Short answer: S/4 Hana does need a data warehouse for Business Intelligence (BI), but one with different qualities. Operational reporting moves from BW back to S/4 Hana – where it belongs.
Definition of Business Intelligence
Business Intelligence means to analyze all the corporate data to see how the company is doing and making fact-based decisions whenever possible. Data warehouses, data lakes, ETL, and semantic layers are just technological concepts to support this goal.
Focusing on the first requirement, analyzing all data, requires all data to be available in the system, either physical or virtual, and companies must be able to query it in sub-seconds. The S/4 Hana system contains a lot of corporate data, but not all. Firstly, it is lacking historical ERP data in many areas. It contains the current data, for example a sales order document in its final version, but it does not contain the information that this order had more line items previously and some got deleted because the delivery date would have been delayed otherwise. Master data is also stored in its current state only, for example when a customer has moved from one region to another. The consequence is that yesterday’s report opened today shows different results than before. That’s not good. Making decisions based on wrong data is worse than making gut-based decisions.
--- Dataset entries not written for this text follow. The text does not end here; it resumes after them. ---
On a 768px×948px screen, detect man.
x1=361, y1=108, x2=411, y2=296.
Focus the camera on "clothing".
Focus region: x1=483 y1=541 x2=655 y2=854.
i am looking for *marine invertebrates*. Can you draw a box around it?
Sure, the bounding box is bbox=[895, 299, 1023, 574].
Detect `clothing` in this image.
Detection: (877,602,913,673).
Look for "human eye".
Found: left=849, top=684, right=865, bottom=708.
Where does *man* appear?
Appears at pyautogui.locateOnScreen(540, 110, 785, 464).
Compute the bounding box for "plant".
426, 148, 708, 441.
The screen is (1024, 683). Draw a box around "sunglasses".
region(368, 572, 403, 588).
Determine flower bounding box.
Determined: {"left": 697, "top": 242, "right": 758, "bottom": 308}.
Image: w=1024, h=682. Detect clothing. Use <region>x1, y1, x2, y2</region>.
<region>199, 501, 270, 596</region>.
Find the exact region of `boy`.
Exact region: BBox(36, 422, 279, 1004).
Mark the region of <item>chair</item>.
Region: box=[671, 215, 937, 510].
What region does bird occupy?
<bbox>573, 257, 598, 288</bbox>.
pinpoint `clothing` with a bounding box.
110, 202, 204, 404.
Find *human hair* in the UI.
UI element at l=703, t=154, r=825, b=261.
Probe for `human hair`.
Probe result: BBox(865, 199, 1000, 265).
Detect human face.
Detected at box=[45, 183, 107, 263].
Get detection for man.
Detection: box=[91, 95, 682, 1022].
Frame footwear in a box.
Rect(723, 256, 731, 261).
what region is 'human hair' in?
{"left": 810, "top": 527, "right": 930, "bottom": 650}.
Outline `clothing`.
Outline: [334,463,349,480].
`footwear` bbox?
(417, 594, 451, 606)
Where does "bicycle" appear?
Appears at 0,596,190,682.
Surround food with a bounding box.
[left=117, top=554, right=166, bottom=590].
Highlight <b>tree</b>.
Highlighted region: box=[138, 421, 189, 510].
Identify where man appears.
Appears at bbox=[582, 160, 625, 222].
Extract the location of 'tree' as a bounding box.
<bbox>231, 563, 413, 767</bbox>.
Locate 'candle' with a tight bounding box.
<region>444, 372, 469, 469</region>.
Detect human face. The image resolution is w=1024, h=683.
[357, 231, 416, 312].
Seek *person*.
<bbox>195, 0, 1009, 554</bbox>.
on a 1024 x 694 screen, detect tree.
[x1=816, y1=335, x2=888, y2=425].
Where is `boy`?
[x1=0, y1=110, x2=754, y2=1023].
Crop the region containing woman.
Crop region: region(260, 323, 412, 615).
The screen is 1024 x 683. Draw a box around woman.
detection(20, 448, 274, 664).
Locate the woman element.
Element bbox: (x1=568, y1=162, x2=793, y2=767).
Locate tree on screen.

Something about “Going into the wrong direction with confidence…”
Hana does have the option to retain the full history, it is just very expensive. Furthermore, S/4 Hana reporting is not prepared to take advantage of it. Adding non-SAP data into S/4 Hana is very uncommon, too, again mostly due to cost.
Granted, the Hana database has all the methods to also query non-SAP data, either by loading it into additional tables (to benefit from the database’s speed) or by keeping it in the original system and accessing it via data federation (SAP Smart Data Access). Option 1 requires bigger hardware, option 2 delegates the queries to the source system and hence returns the data in source-system-speed only.
SAP BW
At the end of the day, it will usually be cheaper to copy the ERP data into a secondary database, one that retains the data in historical context and is optimized to incorporate non-SAP data. Such a database is called the Enterprise Data Warehouse, and BW is a prime example.
Unfortunately, the above assumption that S/4 Hana can cope with all Business Intelligence requirements caused a sequence of suboptimal decisions that SAP customers must cope with somehow. For example, if no data has to be extracted, no BW Extractors have to be built for areas where the data model changed from ECC 6.0 to S/4 Hana. A full copy of the data is the only option for many of those BW Extractors, even today.
When SAP found out that many BI and operational reporting queries have a higher complexity and even Hana cannot beat the laws of physics, the obvious solution was offloading those queries into a second Hana database. This is the Hana System Replication feature. It creates a 1:1 copy of the ERP data, hence has the same issues discussed above. What would have been needed is a real-time system replication into SAP BW and its data structures.
This would require the transformation of the data. SAP Data Hub, now called Data Intelligence, was developed for exactly that – not because it is the best tool for the job but rather in the hopes of getting some sales revenue. All other SAP products that were better suited for the task got no further funding. Hana Spark Connector, Hana Smart Data Integration, and SAP Data Services all exist, but the release notes show little progress over the last years. With no appealing data integration story remaining, the only option was to rebrand the old Sybase database as a data lake in the hopes customers would put all their data into that (see also Hana Cloud Data Lake).
The final blow to SAP’s data warehouse strategy is the requirement to make business decisions in real time: How do customers benefit from being told today what decisions they should have made yesterday?
For customers, this is nothing new – I get a lot of requests to move SAP data into Snowflake for Business Intelligence these days. This is not optimal, either, but at least it’s cheaper and more future proof. SAP tools are usually only used for operational reporting with S/4 Hana data.